Marc Andreessen joins the Pentagon’s board, and the old line blurs
Andreessen now advises the Pentagon’s leadership on the very decisions his firm has invested billions around. It is legal, and it raises a question the rules were built to answer. Pete Hegseth announced the membership of a freshly cleared-out Defense Policy Board, the advisory panel that counsels the Pentagon’s civilian leadership on force structure, modernisation, […] This story continues at The Next Web
Andreessen now advises the Pentagon’s leadership on the very decisions his firm has invested billions around. It is legal, and it raises a question the rules were built to answer.
Pete Hegseth announced the membership of a freshly cleared-out Defense Policy Board, the advisory panel that counsels the Pentagon’s civilian leadership on force structure, modernisation, and the shape of American military strategy.
The chair went to Robert Lighthizer, the former trade representative. The vice chair went to Norm Coleman, a former senator.
And tucked among the appointees, between the diplomats and the defence hands, was a venture capitalist whose firm has spent the past three years assembling one of the largest private bets on the future of American warfare.
Marc Andreessen does not need an introduction in this publication, but the position does. The Defense Policy Board is not a ceremonial body.
It advises the defence secretary and the Pentagon’s policy chief on the questions that shape which technologies the military buys, which doctrines it adopts, and which companies it commits to for the next decade of procurement.
It is, in other words, one of the rooms where the direction gets set. And Andreessen arrives in that room with a great deal already invested in where it points.
The positions are not small. Andreessen Horowitz, the firm he co-founded, holds stakes in Anduril, Skydio, Shield AI, Saronic, and Flock Safety, a roster of companies whose fortunes track closely with the regulatory and procurement choices the Pentagon makes.
The best-known of them is Anduril, which a16z helped take to a $61bn valuation in a $5bn round, after the US Army handed the company a $20bn enterprise agreement in March.
This is not a portfolio that happens to sit near defence policy, it overlaps with it almost completely.
That overlap is worth sitting with, because of how the disclosure works. Board members who do not otherwise work for the government are appointed as special government employees, and special government employees file their financial disclosures on an OGE Form 450.
Unlike the public filings required of senior officials, the 450 is confidential and is not released to the public. So at the moment an investor with specific, named stakes in defence procurement joins the body that advises on that procurement, the document that would let the rest of us weigh the overlap for ourselves is the one we cannot see.
That is not a flaw anyone designed on purpose. It is just how the categories happen to line up, and it leaves a question sitting in the open.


Your objective:
The answer must consist of each line of the records below that contains the string "from".

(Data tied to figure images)
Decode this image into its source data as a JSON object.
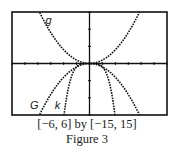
{
  "figure": {
    "window_caption": "[−6, 6] by [−15, 15]",
    "figure_label": "Figure 3"
  },
  "chart_data": {
    "type": "line",
    "title": "",
    "xlabel": "",
    "ylabel": "",
    "xlim": [
      -6,
      6
    ],
    "ylim": [
      -15,
      15
    ],
    "xscale_tick": 1,
    "yscale_tick": 5,
    "grid": false,
    "legend": "inline labels",
    "series": [
      {
        "name": "g",
        "formula": "x^2",
        "label_pos": [
          -3.4,
          11.5
        ],
        "style": "dotted"
      },
      {
        "name": "G",
        "formula": "-x^2",
        "label_pos": [
          -4.6,
          -13.3
        ],
        "style": "dotted"
      },
      {
        "name": "k",
        "formula": "-x^4",
        "label_pos": [
          -2.7,
          -13.3
        ],
        "style": "dotted"
      }
    ],
    "frame": {
      "x": 12,
      "y": 12,
      "width": 155,
      "height": 103
    },
    "colors": {
      "axis": "#111111",
      "curve": "#111111",
      "frame": "#111111"
    }
  }
}
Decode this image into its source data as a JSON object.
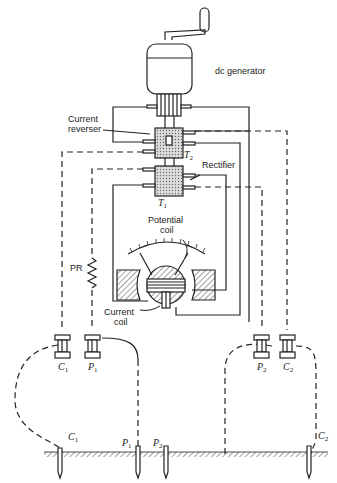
{
  "diagram": {
    "type": "earth-resistance megger circuit",
    "labels": {
      "generator": "dc generator",
      "current_reverser": "Current\nreverser",
      "current_reverser_l1": "Current",
      "current_reverser_l2": "reverser",
      "rectifier": "Rectifier",
      "t2": "T",
      "t2_sub": "2",
      "t1": "T",
      "t1_sub": "1",
      "potential_coil_l1": "Potential",
      "potential_coil_l2": "coil",
      "pr": "PR",
      "current_coil_l1": "Current",
      "current_coil_l2": "coil"
    },
    "terminals": [
      {
        "id": "C1",
        "letter": "C",
        "sub": "1"
      },
      {
        "id": "P1",
        "letter": "P",
        "sub": "1"
      },
      {
        "id": "P2",
        "letter": "P",
        "sub": "2"
      },
      {
        "id": "C2",
        "letter": "C",
        "sub": "2"
      }
    ],
    "electrodes": [
      {
        "id": "C1",
        "letter": "C",
        "sub": "1"
      },
      {
        "id": "P1",
        "letter": "P",
        "sub": "1"
      },
      {
        "id": "P2",
        "letter": "P",
        "sub": "2"
      },
      {
        "id": "C2",
        "letter": "C",
        "sub": "2"
      }
    ],
    "colors": {
      "line": "#222222",
      "hatch": "#555555",
      "fill": "#cccccc",
      "background": "#ffffff"
    }
  }
}
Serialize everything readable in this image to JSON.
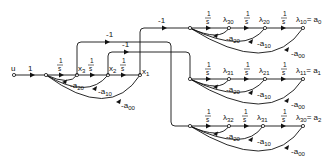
{
  "diagram": {
    "type": "signal-flow-graph",
    "input": {
      "label": "u",
      "gain": "1"
    },
    "main_chain": {
      "integrator_gain_num": "1",
      "integrator_gain_den": "s",
      "states": [
        "x3",
        "x2",
        "x1"
      ],
      "feedback": [
        "-a20",
        "-a10",
        "-a00"
      ]
    },
    "cross_links": [
      {
        "from": "x1",
        "to": "chain_0",
        "gain": "-1"
      },
      {
        "from": "x3",
        "to": "chain_2",
        "gain": "-1"
      },
      {
        "from": "x2",
        "to": "chain_1",
        "gain": "-1"
      }
    ],
    "chains": [
      {
        "nodes": [
          "λ30",
          "λ20",
          "λ10 = a0"
        ],
        "feedback": [
          "-a20",
          "-a10",
          "-a00"
        ]
      },
      {
        "nodes": [
          "λ31",
          "λ21",
          "λ11 = a1"
        ],
        "feedback": [
          "-a20",
          "-a10",
          "-a00"
        ]
      },
      {
        "nodes": [
          "λ32",
          "λ31",
          "λ30 = a2"
        ],
        "feedback": [
          "-a20",
          "-a10",
          "-a00"
        ]
      }
    ]
  },
  "labels": {
    "u": "u",
    "one": "1",
    "num": "1",
    "den": "s",
    "minus_one": "-1",
    "x3": "x",
    "x3_sub": "3",
    "x2": "x",
    "x2_sub": "2",
    "x1": "x",
    "x1_sub": "1",
    "fb_a20": "-a",
    "fb_a20_sub": "20",
    "fb_a10": "-a",
    "fb_a10_sub": "10",
    "fb_a00": "-a",
    "fb_a00_sub": "00",
    "lam": "λ",
    "c0_n1_sub": "30",
    "c0_n2_sub": "20",
    "c0_end_sub": "10",
    "c0_end_rhs": "= a",
    "c0_end_rhs_sub": "0",
    "c1_n1_sub": "31",
    "c1_n2_sub": "21",
    "c1_end_sub": "11",
    "c1_end_rhs": "= a",
    "c1_end_rhs_sub": "1",
    "c2_n1_sub": "32",
    "c2_n2_sub": "31",
    "c2_end_sub": "30",
    "c2_end_rhs": "= a",
    "c2_end_rhs_sub": "2"
  }
}
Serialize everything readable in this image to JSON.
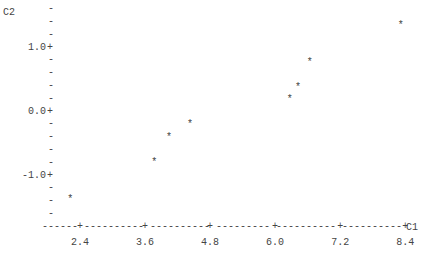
{
  "chart_data": {
    "type": "scatter",
    "title": "",
    "style": "character plot",
    "xlabel": "C1",
    "ylabel": "C2",
    "xlim": [
      1.9,
      8.4
    ],
    "ylim": [
      -1.6,
      1.6
    ],
    "x_ticks": [
      2.4,
      3.6,
      4.8,
      6.0,
      7.2,
      8.4
    ],
    "x_tick_labels": [
      "2.4",
      "3.6",
      "4.8",
      "6.0",
      "7.2",
      "8.4"
    ],
    "y_ticks": [
      1.0,
      0.0,
      -1.0
    ],
    "y_tick_labels": [
      "1.0",
      "0.0",
      "-1.0"
    ],
    "y_minor_per_major": 5,
    "x_minor_per_major": 0,
    "marker": "*",
    "grid": false,
    "legend": "none",
    "series": [
      {
        "name": "C2 vs C1",
        "points": [
          {
            "x": 2.22,
            "y": -1.36
          },
          {
            "x": 3.77,
            "y": -0.78
          },
          {
            "x": 4.04,
            "y": -0.39
          },
          {
            "x": 4.43,
            "y": -0.19
          },
          {
            "x": 6.27,
            "y": 0.2
          },
          {
            "x": 6.42,
            "y": 0.39
          },
          {
            "x": 6.64,
            "y": 0.78
          },
          {
            "x": 8.32,
            "y": 1.36
          }
        ]
      }
    ],
    "axis_chars": {
      "major": "+",
      "minor": "-",
      "line": "-"
    }
  }
}
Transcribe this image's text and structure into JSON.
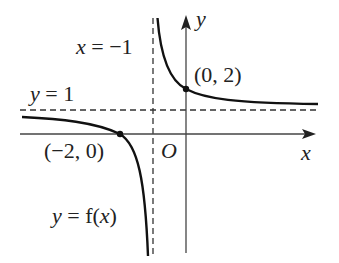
{
  "diagram": {
    "type": "function-graph",
    "function_label": "y = f(x)",
    "axes": {
      "x_label": "x",
      "y_label": "y",
      "origin_label": "O"
    },
    "asymptotes": {
      "vertical": {
        "label": "x = −1",
        "value": -1
      },
      "horizontal": {
        "label": "y = 1",
        "value": 1
      }
    },
    "points": [
      {
        "label": "(0, 2)",
        "x": 0,
        "y": 2
      },
      {
        "label": "(−2, 0)",
        "x": -2,
        "y": 0
      }
    ],
    "colors": {
      "curve": "#111111",
      "axes": "#333333",
      "dashed": "#333333",
      "text": "#222222"
    }
  },
  "labels": {
    "vert_asym": {
      "var": "x",
      "rest": " = −1"
    },
    "horiz_asym": {
      "var": "y",
      "rest": " = 1"
    },
    "point_a": "(0, 2)",
    "point_b": "(−2, 0)",
    "origin": "O",
    "x_axis": "x",
    "y_axis": "y",
    "func": {
      "var": "y",
      "eq": " = f(",
      "arg": "x",
      "close": ")"
    }
  }
}
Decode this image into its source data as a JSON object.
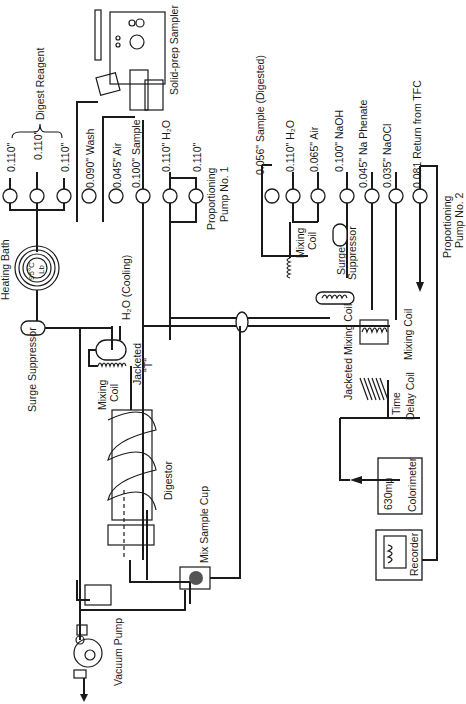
{
  "figure": {
    "orientation": "rotated-90-ccw",
    "colors": {
      "ink": "#1a1a1a",
      "background": "#ffffff"
    }
  },
  "components": {
    "heating_bath": {
      "label": "Heating Bath",
      "temp": "95°C",
      "sub": "Lb"
    },
    "surge_suppressor_1": {
      "label": "Surge Suppressor"
    },
    "surge_suppressor_2": {
      "label1": "Surge",
      "label2": "Suppressor"
    },
    "mixing_coil_1": {
      "label1": "Mixing",
      "label2": "Coil"
    },
    "mixing_coil_2": {
      "label1": "Mixing",
      "label2": "Coil"
    },
    "mixing_coil_3": {
      "label": "Mixing Coil"
    },
    "jacketed_t": {
      "label1": "Jacketed",
      "label2": "\"T\""
    },
    "cooling": {
      "label": "H₂O (Cooling)"
    },
    "digestor": {
      "label": "Digestor"
    },
    "mix_sample_cup": {
      "label": "Mix Sample Cup"
    },
    "vacuum_pump": {
      "label": "Vacuum Pump"
    },
    "solid_prep_sampler": {
      "label": "Solid-prep Sampler"
    },
    "pump1": {
      "label1": "Proportioning",
      "label2": "Pump No. 1"
    },
    "pump2": {
      "label1": "Proportioning",
      "label2": "Pump No. 2"
    },
    "jacketed_mixing_coil": {
      "label": "Jacketed Mixing Coil"
    },
    "time_delay_coil": {
      "label1": "Time",
      "label2": "Delay Coil"
    },
    "colorimeter": {
      "label": "Colorimeter",
      "wavelength": "630mμ"
    },
    "recorder": {
      "label": "Recorder"
    }
  },
  "tubes": {
    "digest_reagent": {
      "label": "Digest Reagent",
      "sizes": [
        "0.110\"",
        "0.110\"",
        "0.110\""
      ]
    },
    "wash": "0.090\" Wash",
    "air1": "0.045\" Air",
    "sample": "0.100\" Sample",
    "h2o_1": "0.110\" H₂O",
    "h2o_1b": "0.110\"",
    "sample_digested": "0.056\" Sample (Digested)",
    "h2o_2": "0.110\" H₂O",
    "air2": "0.065\" Air",
    "naoh": "0.100\" NaOH",
    "na_phenate": "0.045\" Na Phenate",
    "naocl": "0.035\" NaOCl",
    "return_tfc": "0.081 Return from TFC"
  }
}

Answer box:
        "from": "x1",
        "from": "x3",
        "from": "x2",
    "return_tfc": "0.081 Return from TFC"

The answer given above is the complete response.